Bordwell, D. and Thompson, K. (2016). Film Art: An Introduction. Boston: McGraw Hill.

Documentary: The best of the best (that I’ve seen, and I’ve seen like two)

Seeing as documentary made up the basis for today’s lectorial, here is a selection of my favourites: (everything is a blog-post from now on)

Searching for Sugar Man (2012) dir. Malik Bendjelloul

The best thing the media program at my highschool ever did was get us into a screening of this at our local independent cinema (Star Cinema, synonymous with the words ‘old people’; also renowned for the fact that it used couches instead of seats). I haven’t seen it since then, but whenever someone utters the word ‘documentary’ this is the first thing that comes to mind, followed by an instant recommendation. An essential for audiophiles and cinephiles alike. The most banging original soundtrack to come out of the 2010s.

 

Man on Wire (2008) dir. James Marsh

A truly breathtaking experience even at second-hand, the spectacle that is Philippe Petit’s high-wire routine is dissected and the cogs that make the man on wire himself tick are brought to the fore. The most banging original soundtrack of the 00s.

 

The Imposter (2012) dir. Bart Layton

As if Soderbergh’s Side Effects (2013) was documentary, with every minute detail giving clues to the wildest twists and turns you’ve ever seen. Speaks volumes about confirmation bias, and our own subjective viewpoint of the world; we see the world as we want to see it.

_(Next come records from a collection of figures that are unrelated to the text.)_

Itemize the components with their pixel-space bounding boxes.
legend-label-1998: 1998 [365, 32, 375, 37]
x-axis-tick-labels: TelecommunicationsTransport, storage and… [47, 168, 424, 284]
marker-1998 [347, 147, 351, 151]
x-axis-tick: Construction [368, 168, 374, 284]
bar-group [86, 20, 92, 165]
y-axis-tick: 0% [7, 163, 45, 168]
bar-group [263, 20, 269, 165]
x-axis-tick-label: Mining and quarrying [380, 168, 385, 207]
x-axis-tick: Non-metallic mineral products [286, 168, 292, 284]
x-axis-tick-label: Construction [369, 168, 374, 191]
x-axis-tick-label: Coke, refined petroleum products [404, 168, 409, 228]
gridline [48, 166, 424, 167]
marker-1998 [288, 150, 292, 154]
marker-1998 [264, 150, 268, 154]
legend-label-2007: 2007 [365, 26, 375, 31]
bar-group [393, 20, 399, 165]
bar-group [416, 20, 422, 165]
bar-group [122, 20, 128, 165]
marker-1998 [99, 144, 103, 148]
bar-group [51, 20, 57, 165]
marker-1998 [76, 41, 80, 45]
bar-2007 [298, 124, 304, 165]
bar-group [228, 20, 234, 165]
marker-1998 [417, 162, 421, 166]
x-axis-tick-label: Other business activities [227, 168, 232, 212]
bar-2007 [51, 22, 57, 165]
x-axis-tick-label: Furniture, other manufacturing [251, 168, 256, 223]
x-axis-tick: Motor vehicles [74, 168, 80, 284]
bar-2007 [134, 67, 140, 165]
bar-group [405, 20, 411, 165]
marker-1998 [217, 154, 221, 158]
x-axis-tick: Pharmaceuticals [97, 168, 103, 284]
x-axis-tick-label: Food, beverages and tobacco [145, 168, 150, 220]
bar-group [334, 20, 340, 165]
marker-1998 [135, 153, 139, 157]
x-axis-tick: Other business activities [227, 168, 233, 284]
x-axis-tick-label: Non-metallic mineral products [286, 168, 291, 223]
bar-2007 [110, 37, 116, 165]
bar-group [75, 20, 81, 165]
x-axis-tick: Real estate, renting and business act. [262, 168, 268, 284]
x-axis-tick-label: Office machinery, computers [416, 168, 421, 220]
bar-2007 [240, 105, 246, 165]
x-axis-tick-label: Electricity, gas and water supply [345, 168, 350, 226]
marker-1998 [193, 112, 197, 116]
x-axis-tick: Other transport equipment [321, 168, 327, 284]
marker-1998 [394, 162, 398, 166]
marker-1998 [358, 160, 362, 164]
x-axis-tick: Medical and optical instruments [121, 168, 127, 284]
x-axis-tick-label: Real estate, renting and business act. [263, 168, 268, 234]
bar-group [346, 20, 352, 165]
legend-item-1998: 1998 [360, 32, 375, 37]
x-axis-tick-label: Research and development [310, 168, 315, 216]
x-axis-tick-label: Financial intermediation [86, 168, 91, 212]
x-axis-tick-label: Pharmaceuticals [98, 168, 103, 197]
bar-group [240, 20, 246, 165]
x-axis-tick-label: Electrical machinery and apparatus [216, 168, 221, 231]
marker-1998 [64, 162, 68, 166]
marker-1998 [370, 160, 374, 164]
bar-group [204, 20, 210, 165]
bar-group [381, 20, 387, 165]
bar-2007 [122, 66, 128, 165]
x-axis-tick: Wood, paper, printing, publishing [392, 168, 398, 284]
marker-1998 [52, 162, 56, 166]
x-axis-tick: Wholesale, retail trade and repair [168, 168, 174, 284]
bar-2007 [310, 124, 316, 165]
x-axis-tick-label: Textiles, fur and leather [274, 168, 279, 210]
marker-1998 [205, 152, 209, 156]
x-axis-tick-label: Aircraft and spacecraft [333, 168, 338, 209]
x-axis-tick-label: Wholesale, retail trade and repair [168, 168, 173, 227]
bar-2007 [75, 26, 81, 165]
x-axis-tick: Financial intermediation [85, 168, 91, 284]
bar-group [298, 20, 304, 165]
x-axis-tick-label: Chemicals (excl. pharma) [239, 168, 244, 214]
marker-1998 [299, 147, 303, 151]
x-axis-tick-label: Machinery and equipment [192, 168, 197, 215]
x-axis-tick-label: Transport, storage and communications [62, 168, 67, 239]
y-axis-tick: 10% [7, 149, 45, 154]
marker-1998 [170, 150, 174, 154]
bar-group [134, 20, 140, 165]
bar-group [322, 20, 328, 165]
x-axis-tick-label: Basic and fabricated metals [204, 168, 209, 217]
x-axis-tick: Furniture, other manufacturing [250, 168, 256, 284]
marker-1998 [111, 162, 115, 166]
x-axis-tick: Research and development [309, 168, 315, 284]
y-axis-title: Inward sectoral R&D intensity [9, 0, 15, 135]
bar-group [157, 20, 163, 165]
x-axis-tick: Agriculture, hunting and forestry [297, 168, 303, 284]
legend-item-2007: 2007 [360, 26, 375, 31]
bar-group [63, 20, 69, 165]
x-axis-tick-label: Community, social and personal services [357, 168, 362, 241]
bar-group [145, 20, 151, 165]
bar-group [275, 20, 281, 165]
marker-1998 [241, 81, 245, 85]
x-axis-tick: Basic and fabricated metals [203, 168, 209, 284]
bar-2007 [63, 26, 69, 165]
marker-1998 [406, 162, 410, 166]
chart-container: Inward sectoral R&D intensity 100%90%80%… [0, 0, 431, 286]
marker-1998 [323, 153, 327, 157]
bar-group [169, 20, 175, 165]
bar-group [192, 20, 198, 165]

The zoom: when and why? Part Three

The one and only Brian De Palma, voyeuristic connoisseur and cinematic mastermind, authority on the split-screen and di-opter shots, and self-proclaimed Hitchcock devotee and frequent referencer, also falls into the category of filmmakers who define the zoom (in my eyes, at least).

Take (again) the beginning of this scene from The Untouchables (1987). The zoom heightens the tension to an almost unbelievable/boiling point level, allowing Ness’s cocking of the shotgun up through the bottom of the frame to build off of this drama—making the surprise even sweeter. Emotional investment is key to nailing the zoom. Unprofessional shmunprofessional.